Jeremiah TIlmon and Missouri will look to begin SEC Tournament play against Texas A&M on Wednesday. (Jessi Dodge)

All that being said, it would probably be too far a stretch to expect Missouri to win enough games in the conference tournament to extend its season. The Tigers (15-16) earned the No. 10 seed and a first-round bye in the tournament thanks to a confluence of results Saturday, but would need to advance to Saturday’s semifinals — something the program has never done since joining the SEC — to accumulate a .500 record and have even a prayer at an NIT berth. It’s probably just as likely (read: just as improbable) for Missouri to win four games in four days and claim a bid in the NCAA Tournament. In order to do so, Missouri would almost certainly need to beat a higher-seeded team in each of its four tournament games, something only one SEC team — Georgia in 2008 — has ever accomplished.

The Tigers’ week will begin at 6 p.m. Thursday against seventh-seeded Texas A&M. SEC Network will broadcast the game. The Aggies defeated Missouri in both regular-season meetings this year, 66-64 in Mizzou Arena on Jan. 21 and 68-51 in College Station two weeks later. However, KenPom and ESPN’s Basketball Power Index both currently favor the Tigers, in large part because Texas A&M rates as the second-worst team from a Power Six conference in both offensive efficiency and three-point shooting.

The common thread in Missouri’s two losses to Texas A&M was the Tigers taking a lot of three-pointers and making few of them. Missouri shot 9-35 from three-point range in the home loss and 7-27 on the road. Only one other time during conference play did the Tigers attempt more than 25 three-pointers in a game, and they lost that one, too. Cuonzo Martin said Texas A&M plays a swarming defense that makes it tough to get open looks near the basket, so outside shooting and offensive rebounding are the keys to beating the Aggies.

“I think the challenge is if you’re not able to make shots,” Martin said. “I think that’s the biggest key. So if you’re not making shots, then you have to do a tremendous job of crashing the offensive glass.”

Missouri should have a couple pieces back in the lineup that can help in both of those areas that it didn’t have for the first two meetings. Center Jeremiah Tilmon missed the first matchup with Texas A&M due to a stress fracture in his left foot, and he tried to return for the second matchup before he was ready, playing just 11 minutes then missing the following five games. Three-point specialist Mark Smith missed the second meeting between the two teams due to a lower back injury.

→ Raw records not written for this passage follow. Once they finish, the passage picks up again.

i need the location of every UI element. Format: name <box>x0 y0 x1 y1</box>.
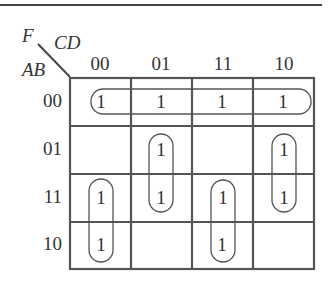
function-label: F <box>21 25 34 46</box>
column-variables-label: CD <box>54 32 81 53</box>
row-label-01: 01 <box>43 138 62 159</box>
cell-r3-c0: 1 <box>96 234 106 255</box>
cell-r0-c2: 1 <box>217 91 227 112</box>
column-label-00: 00 <box>91 53 110 74</box>
cell-r0-c0: 1 <box>96 91 106 112</box>
column-label-01: 01 <box>152 53 171 74</box>
column-label-11: 11 <box>214 53 232 74</box>
cell-r1-c1: 1 <box>156 139 166 160</box>
cell-r2-c3: 1 <box>279 187 289 208</box>
row-label-00: 00 <box>43 90 62 111</box>
karnaugh-map: F CD AB 00 01 11 10 00 01 11 10 1 1 1 1 … <box>0 0 330 284</box>
cell-r2-c1: 1 <box>156 187 166 208</box>
cell-r2-c2: 1 <box>218 187 228 208</box>
cell-r3-c2: 1 <box>217 234 227 255</box>
row-label-10: 10 <box>43 233 62 254</box>
row-label-11: 11 <box>44 186 62 207</box>
cell-r2-c0: 1 <box>96 187 106 208</box>
cell-r0-c1: 1 <box>156 91 166 112</box>
cell-r0-c3: 1 <box>278 91 288 112</box>
cell-r1-c3: 1 <box>279 139 289 160</box>
column-label-10: 10 <box>275 53 294 74</box>
row-variables-label: AB <box>20 59 46 80</box>
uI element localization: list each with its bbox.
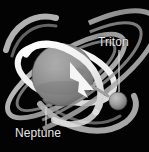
neptune-triton-diagram: Triton Neptune [0, 0, 149, 152]
triton-label: Triton [98, 36, 129, 49]
neptune-label: Neptune [15, 127, 61, 140]
triton-moon [109, 92, 127, 110]
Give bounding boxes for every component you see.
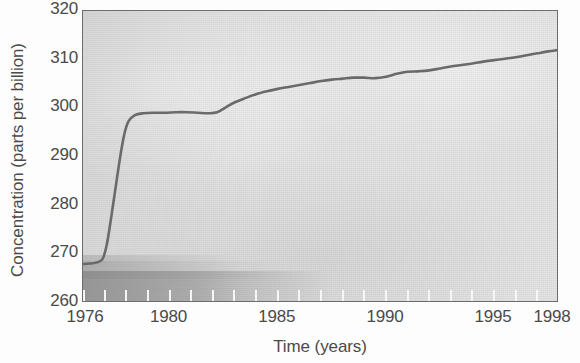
- y-tick-label: 320: [32, 0, 78, 19]
- x-axis-title: Time (years): [82, 337, 558, 357]
- y-axis-title: Concentration (parts per billion): [8, 5, 28, 315]
- x-tick-label: 1998: [533, 307, 570, 327]
- y-tick-label: 270: [32, 242, 78, 262]
- x-tick-label: 1995: [475, 307, 512, 327]
- y-tick-label: 310: [32, 48, 78, 68]
- plot-area: [82, 10, 558, 302]
- x-tick-label: 1980: [150, 307, 187, 327]
- x-tick-label: 1976: [66, 307, 103, 327]
- x-tick-label: 1985: [258, 307, 295, 327]
- y-tick-label: 300: [32, 96, 78, 116]
- data-line-concentration: [83, 11, 558, 302]
- figure-panel: Concentration (parts per billion) 260270…: [0, 0, 580, 363]
- y-tick-label: 290: [32, 145, 78, 165]
- y-tick-label: 280: [32, 194, 78, 214]
- x-minor-tick: [557, 290, 558, 301]
- x-tick-label: 1990: [366, 307, 403, 327]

Should Missouri advance past Texas A&M, it would play Auburn at 6 p.m. Friday. The defending tournament champions earned the No. 2 seed this season, going 12-6 in conference play. Missouri upset Auburn 85-73 on Feb. 15, though it’s worth noting that Auburn was without second-leading scorer and projected NBA Draft lottery pick Isaac Okoro. Auburn has looked beatable down the stretch, dropping four of its final seven games.

If Missouri managed to defeat Auburn a second time, it would play in the second semifinal game on Saturday afternoon, tipping off around 2:30 p.m. The most likely opponent for that matchup would be third-seeded LSU, which rallied to beat Missouri 82-78 on Feb. 11 in Baton Rouge. The conference championship game will be played at noon on Sunday, just a few hours before NCAA Tournament brackets are revealed.